Ship emissions continue to increase
While air pollutant emissions from land-based sources in Europe keep on slowly shrinking, some reductions are countered by rising emissions from international shipping.
Since 1980, total European emissions of sulphur dioxide (SO2) – the most significant acidifying pollutant and an important precursor to health-damaging secondary fine particles (PM2.5) – from land-based emission sources have fallen by 85 per cent, from around 53 million tonnes in 1980 to 8.1 million tonnes in 2010.
Emissions of nitrogen oxides (NOx), non-methane volatile organic compounds (VOCs), and ammonia have also gone down, although to a lesser extent. VOCs have more than halved (-55 per cent) since 1980, while NOx and ammonia emissions have dropped by 44 and 34 per cent, respectively.
Since the late 1990s, emissions of primary fine particles (PM2.5) have been attracting increasing attention, mainly because of their negative impacts on health. However, these emissions are not as well documented as those of other air pollutants, and many countries lack emissions data for the 1990s. Between 2000 and 2010 it is estimated that emissions of PM2.5 from land-based sources have fallen by 18 per cent, from 2.8 to 2.3 million tonnes.
Emissions of NOx and SO2 from international shipping in European waters show a steady increase. Since 1980, ship emissions of SO2 have gone up from 1.7 to 2.4 million tonnes (a 37 per cent increase), and those of NOx from 2.4 to 4.0 million tonnes (64 per cent).
The data in Table 1 is taken from figures reported by countries themselves to the Convention on Long-range Transboundary Air Pollution, and was compiled by the European Monitoring and Evaluation Programme (EMEP). The Convention’s EMEP keeps track of the ways in which emissions from one country affect the environment in others. The EMEP report also provides an overview of calculations for source-receptor relationships (including transboundary movements between countries), covering acidifying, eutrophying, photo-oxidant, and particle pollution.
For most European countries the biggest share of depositions of sulphur and nitrogen emanate from outside their own territory, and an increasing share of the depositions originate from international shipping.
Since land-based emissions are gradually coming down, while those from international shipping show a continuous increase, shipping’s contribution to pollutant depositions and concentrations is getting bigger and bigger. For 2010 it was estimated that ship emissions were responsible for ten per cent or more of the total depositions of both sulphur and oxidised nitrogen compounds in many countries (see Table 2). In coastal areas, shipping’s contribution to the overall pollution load is even higher. Countries that are particularly exposed to air pollution from shipping include Denmark, Sweden, Norway, the Netherlands, Ireland, Portugal and the United Kingdom.
Christer Ågren
Report: Transboundary acidification, eutrophication and ground-level ozone in Europe in 2010. EMEP Status Report 1/2011. www.emep.int
EU emissions inventoriesA recent report from the European Environment Agency (EEA) confirms the initial assessment from earlier this year, showing 12 EU member states exceeded their binding limits under the National Emissions Ceilings (NEC) Directive in 2010. Nitrogen oxide (NOx) limits were exceeded most frequently, with 12 countries – Austria, Belgium, Denmark, Finland, France, Germany, Ireland, Luxembourg, Malta, the Netherlands, Spain and Sweden – failing to keep emissions below agreed ceilings. Road transport contributes approximately 40 per cent of total NOx emissions in the EU, and reductions of NOx from this sector over the last two decades have been less than originally anticipated. This is partly because transport has grown more than expected, and partly because actual NOx emissions from diesel vehicles on the roads have turned out to be much higher than expected when the vehicle emission limit standards were set. Better progress has been made in reducing sulphur dioxide (SO2). Overall SO2 emissions in the EU were more than 40 per cent below the EU’s ceiling for this pollutant, and no member states exceeded their SO2 ceiling. Spain was the only member state to report exceeding three of its four emission ceilings (NOx, VOCs, ammonia), followed by Germany (NOx, VOCs) and Finland (NOx, ammonia) with two exceedances each. In late July the EEA published another EU air pollutant emission inventory based on member states reporting to the Gothenburg Protocol under the Convention on Long-Range Transboundary Air Pollution (CLRTAP). Reporting under the CLRTAP and the NEC Directive can differ. For example, some countries have reported more recent data to the CLRTAP. Reports: NEC Directive Status Report. EEA Technical report no. 6/2012. |
Table 1: European emissions of sulphur dioxide, nitrogen oxides (as NO2), VOCs, ammonia, and PM2.5 (kilotonnes). Data for 2000 and 2010 is from the 2012 EMEP report, while data for 1980 and 1990 is from earlier EMEP reports. Russia in the table refers only to the western parts of the Russian Federation.
Table 2: European countries where the proportion of air pollutant depositions of sulphur and oxidised nitrogen from ships is the most marked.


* WHAT THE TASK REQUIRES *
Can you find the lines of the listing that include "likely" and copy every one?

'''

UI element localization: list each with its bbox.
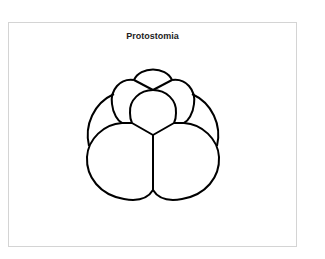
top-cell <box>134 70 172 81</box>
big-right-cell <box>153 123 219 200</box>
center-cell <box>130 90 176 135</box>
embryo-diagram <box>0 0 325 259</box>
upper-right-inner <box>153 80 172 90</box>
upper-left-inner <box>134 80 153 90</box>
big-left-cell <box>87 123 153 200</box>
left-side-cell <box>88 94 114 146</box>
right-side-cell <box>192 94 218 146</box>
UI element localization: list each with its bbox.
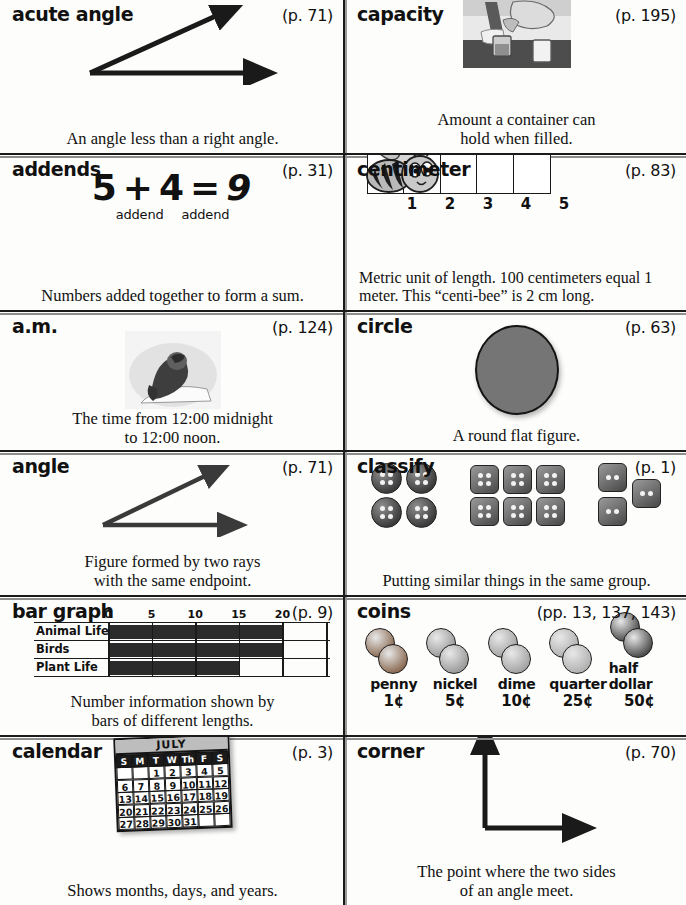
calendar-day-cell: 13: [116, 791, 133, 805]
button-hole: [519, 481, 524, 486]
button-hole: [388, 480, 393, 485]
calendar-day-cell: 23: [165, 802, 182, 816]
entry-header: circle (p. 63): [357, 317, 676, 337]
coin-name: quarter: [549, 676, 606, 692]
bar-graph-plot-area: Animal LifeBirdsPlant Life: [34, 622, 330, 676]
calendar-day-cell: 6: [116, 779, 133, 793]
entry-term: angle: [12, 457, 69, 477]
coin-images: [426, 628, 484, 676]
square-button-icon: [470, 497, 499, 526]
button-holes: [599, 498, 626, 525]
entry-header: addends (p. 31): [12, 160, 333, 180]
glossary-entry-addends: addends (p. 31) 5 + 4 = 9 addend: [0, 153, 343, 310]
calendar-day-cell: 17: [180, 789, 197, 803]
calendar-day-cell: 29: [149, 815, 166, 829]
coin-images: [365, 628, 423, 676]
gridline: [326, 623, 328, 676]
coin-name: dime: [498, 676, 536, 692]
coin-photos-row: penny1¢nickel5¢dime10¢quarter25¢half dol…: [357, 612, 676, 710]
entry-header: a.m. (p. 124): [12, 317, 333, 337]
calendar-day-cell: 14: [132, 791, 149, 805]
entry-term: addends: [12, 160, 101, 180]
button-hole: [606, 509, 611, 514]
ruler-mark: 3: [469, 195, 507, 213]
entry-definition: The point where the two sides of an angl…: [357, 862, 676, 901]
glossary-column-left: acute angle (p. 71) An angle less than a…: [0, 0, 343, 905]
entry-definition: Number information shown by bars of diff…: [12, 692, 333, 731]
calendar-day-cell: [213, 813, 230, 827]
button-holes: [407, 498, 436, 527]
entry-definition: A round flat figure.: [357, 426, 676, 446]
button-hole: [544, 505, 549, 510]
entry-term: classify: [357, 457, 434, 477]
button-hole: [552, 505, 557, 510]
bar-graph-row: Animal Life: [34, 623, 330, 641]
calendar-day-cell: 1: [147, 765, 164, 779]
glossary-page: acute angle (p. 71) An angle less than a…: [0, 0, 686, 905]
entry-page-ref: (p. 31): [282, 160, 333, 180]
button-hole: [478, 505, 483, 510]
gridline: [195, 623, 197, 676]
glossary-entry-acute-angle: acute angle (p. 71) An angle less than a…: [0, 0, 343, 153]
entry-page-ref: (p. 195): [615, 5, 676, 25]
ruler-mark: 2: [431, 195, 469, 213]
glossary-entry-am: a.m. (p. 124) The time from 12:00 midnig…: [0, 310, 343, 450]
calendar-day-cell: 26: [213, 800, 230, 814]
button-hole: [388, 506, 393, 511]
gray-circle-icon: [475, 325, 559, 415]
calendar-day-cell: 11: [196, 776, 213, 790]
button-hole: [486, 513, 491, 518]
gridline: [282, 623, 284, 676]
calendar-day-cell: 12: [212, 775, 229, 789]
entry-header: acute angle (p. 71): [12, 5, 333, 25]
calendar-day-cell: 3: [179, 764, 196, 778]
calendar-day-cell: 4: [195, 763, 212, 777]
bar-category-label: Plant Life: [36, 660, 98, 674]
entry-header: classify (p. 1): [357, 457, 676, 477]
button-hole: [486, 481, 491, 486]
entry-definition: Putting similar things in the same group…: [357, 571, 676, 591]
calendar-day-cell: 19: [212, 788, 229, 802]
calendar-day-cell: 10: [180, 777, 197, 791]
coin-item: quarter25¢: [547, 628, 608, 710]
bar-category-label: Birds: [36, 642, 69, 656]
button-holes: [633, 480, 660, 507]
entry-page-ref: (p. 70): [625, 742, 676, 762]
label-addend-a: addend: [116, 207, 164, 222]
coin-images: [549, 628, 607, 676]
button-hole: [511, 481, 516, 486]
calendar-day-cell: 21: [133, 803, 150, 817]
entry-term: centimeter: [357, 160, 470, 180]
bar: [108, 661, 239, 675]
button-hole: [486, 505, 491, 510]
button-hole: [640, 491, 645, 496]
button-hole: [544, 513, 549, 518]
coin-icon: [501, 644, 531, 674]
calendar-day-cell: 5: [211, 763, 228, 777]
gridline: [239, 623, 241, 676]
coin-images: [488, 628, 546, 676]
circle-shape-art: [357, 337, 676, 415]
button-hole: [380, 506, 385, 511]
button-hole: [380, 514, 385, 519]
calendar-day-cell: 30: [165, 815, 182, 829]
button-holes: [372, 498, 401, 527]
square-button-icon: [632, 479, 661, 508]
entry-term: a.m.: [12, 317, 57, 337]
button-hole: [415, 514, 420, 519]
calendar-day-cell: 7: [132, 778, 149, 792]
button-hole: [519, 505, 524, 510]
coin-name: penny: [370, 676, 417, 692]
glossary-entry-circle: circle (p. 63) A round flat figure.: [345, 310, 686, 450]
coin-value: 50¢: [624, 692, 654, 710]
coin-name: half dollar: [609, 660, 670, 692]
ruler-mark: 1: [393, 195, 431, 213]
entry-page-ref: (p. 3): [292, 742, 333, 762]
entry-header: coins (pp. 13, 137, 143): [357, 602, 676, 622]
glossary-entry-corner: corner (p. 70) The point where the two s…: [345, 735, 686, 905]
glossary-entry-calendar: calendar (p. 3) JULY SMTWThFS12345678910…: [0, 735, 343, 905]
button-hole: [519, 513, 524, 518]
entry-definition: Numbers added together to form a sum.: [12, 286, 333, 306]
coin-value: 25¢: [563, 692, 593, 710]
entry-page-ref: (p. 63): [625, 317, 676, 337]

'''
'''

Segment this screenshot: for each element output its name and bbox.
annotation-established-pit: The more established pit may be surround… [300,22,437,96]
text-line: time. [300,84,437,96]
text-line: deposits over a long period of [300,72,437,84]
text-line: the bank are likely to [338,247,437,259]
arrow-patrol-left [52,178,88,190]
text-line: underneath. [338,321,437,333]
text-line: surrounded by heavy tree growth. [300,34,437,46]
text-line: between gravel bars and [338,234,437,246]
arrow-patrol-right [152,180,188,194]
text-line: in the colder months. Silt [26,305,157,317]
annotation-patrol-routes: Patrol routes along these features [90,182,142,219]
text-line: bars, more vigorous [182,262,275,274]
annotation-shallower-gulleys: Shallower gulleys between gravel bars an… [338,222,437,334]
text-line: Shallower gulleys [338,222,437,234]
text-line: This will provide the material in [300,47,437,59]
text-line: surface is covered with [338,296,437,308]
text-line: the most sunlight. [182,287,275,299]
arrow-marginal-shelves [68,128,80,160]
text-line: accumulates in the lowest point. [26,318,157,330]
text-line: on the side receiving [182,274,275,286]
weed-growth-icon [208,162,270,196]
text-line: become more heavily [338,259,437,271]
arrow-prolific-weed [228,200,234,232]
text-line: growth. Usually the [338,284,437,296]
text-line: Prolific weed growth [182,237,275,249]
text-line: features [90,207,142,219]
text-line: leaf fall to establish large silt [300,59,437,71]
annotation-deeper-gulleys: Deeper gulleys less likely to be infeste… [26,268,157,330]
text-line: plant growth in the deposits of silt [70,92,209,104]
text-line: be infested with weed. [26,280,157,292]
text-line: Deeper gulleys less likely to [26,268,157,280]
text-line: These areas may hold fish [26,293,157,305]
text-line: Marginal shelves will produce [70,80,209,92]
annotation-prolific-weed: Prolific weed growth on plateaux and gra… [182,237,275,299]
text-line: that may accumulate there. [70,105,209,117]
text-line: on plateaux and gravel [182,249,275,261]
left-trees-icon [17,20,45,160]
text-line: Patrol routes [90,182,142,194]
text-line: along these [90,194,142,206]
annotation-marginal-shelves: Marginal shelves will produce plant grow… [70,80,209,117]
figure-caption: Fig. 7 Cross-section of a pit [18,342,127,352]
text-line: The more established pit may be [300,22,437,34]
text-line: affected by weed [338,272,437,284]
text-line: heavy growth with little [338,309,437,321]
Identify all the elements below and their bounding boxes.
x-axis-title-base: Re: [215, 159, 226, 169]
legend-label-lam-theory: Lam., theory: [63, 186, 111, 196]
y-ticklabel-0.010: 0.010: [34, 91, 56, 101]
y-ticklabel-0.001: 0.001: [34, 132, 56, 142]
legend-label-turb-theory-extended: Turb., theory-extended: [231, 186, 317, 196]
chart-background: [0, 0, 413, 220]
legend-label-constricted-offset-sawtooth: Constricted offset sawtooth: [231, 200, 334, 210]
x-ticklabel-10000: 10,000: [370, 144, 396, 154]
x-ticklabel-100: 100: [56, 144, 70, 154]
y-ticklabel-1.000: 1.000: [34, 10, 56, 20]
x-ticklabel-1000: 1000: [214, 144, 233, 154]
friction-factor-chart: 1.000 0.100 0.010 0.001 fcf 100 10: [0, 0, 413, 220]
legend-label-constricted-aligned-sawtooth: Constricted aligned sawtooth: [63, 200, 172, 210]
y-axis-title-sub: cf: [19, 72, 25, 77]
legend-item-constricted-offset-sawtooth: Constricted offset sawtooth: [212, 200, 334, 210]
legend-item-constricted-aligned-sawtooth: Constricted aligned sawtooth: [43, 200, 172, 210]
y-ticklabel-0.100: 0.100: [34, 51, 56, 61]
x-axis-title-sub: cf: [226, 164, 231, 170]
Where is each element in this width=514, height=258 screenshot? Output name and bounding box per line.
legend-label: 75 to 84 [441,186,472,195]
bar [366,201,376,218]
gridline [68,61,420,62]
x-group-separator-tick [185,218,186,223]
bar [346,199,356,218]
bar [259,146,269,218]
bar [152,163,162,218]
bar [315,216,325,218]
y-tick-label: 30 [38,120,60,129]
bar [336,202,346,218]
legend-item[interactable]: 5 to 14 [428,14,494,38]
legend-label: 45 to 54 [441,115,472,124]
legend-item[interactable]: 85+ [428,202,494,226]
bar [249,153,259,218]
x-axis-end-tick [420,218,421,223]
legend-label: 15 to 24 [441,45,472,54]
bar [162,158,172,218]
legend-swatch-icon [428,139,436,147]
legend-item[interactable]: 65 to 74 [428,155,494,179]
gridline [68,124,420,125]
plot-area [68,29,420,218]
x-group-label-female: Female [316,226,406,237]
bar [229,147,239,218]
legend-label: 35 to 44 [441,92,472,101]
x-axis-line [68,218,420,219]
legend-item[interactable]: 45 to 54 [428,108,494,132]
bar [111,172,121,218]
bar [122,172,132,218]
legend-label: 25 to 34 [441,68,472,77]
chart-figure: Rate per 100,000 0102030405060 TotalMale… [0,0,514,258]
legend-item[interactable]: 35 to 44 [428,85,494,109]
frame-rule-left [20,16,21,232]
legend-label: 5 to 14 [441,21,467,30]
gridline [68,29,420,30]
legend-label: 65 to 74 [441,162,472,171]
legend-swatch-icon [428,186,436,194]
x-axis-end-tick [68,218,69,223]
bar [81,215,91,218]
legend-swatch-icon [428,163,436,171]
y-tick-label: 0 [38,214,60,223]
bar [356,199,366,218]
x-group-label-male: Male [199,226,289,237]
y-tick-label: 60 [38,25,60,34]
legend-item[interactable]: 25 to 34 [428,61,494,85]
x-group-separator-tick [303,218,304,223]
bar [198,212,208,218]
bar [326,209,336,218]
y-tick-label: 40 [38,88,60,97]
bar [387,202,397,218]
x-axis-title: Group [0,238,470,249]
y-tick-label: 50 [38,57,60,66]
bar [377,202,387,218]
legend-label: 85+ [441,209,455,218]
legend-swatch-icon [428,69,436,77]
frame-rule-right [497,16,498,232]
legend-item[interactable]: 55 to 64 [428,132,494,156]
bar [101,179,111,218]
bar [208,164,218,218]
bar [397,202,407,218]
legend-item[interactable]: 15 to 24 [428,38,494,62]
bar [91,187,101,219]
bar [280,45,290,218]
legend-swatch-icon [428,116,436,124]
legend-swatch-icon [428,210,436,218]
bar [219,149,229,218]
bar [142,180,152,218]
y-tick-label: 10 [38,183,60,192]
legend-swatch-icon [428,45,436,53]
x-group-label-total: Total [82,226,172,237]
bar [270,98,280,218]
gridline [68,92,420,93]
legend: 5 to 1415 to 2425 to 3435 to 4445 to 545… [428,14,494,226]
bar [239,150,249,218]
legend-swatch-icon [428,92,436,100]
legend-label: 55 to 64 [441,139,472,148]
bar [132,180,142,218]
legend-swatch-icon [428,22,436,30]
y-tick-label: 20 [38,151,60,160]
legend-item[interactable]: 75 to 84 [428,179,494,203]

'''
'''

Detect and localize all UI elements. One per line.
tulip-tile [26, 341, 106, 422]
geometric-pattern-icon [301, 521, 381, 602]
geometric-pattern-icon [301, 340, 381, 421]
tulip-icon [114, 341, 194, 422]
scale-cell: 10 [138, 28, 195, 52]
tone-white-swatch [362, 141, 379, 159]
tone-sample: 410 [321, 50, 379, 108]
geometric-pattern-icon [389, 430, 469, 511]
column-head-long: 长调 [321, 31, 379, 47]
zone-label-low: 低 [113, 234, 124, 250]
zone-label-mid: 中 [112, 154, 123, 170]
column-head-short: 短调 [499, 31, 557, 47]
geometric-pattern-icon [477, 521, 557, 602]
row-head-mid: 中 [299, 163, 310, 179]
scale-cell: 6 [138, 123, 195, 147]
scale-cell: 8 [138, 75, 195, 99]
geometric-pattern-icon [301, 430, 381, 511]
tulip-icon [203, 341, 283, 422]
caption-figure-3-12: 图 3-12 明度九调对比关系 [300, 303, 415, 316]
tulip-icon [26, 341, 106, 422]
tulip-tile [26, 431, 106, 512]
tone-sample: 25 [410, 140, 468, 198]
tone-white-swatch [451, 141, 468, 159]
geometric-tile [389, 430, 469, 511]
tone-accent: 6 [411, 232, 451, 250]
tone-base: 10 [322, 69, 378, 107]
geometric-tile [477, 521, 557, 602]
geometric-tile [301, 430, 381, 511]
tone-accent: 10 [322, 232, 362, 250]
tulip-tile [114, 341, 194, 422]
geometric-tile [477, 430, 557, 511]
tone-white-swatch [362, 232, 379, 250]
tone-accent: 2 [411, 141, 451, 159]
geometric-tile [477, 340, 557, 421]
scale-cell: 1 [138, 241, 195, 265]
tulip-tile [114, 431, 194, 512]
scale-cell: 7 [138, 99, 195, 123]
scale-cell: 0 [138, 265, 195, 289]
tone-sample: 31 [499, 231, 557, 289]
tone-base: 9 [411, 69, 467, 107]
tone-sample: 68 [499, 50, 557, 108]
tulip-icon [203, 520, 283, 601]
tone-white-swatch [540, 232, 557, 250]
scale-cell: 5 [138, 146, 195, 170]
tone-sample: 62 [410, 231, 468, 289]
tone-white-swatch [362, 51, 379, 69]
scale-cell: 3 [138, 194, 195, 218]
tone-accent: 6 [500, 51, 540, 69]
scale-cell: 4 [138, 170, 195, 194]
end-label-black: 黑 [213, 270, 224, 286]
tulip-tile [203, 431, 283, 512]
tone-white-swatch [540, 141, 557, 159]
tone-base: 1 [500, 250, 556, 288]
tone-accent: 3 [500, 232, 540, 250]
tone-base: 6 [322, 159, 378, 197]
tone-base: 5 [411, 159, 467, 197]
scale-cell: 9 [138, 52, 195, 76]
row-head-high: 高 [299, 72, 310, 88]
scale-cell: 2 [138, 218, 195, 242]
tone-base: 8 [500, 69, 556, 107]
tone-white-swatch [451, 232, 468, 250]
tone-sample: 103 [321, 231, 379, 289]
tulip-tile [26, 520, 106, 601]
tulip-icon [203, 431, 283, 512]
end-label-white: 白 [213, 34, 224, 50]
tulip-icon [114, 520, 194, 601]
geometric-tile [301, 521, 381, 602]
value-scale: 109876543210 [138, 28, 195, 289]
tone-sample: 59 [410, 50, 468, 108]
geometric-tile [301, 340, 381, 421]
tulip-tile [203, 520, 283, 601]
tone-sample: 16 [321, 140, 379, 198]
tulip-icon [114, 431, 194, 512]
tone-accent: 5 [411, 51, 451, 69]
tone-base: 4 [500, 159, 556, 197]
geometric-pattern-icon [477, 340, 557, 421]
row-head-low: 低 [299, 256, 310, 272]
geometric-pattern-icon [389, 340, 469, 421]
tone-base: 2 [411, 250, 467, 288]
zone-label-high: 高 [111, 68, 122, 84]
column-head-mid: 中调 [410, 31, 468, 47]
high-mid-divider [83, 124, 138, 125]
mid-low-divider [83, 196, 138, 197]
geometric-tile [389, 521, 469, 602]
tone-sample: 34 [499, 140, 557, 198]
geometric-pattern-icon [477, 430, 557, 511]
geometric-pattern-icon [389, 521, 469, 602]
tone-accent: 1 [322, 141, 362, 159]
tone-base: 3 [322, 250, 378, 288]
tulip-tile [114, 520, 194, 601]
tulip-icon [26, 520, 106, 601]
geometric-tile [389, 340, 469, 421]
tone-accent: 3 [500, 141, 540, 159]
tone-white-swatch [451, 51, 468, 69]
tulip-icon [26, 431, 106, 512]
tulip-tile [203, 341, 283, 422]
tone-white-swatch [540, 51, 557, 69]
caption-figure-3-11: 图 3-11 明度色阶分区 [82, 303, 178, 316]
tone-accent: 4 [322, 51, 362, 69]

'''

* OUTPUT FOR THIS TASK *
text-line: the bank are likely to [338,247,437,259]
annotation-deeper-gulleys: Deeper gulleys less likely to be infeste… [26,268,157,330]
text-line: Deeper gulleys less likely to [26,268,157,280]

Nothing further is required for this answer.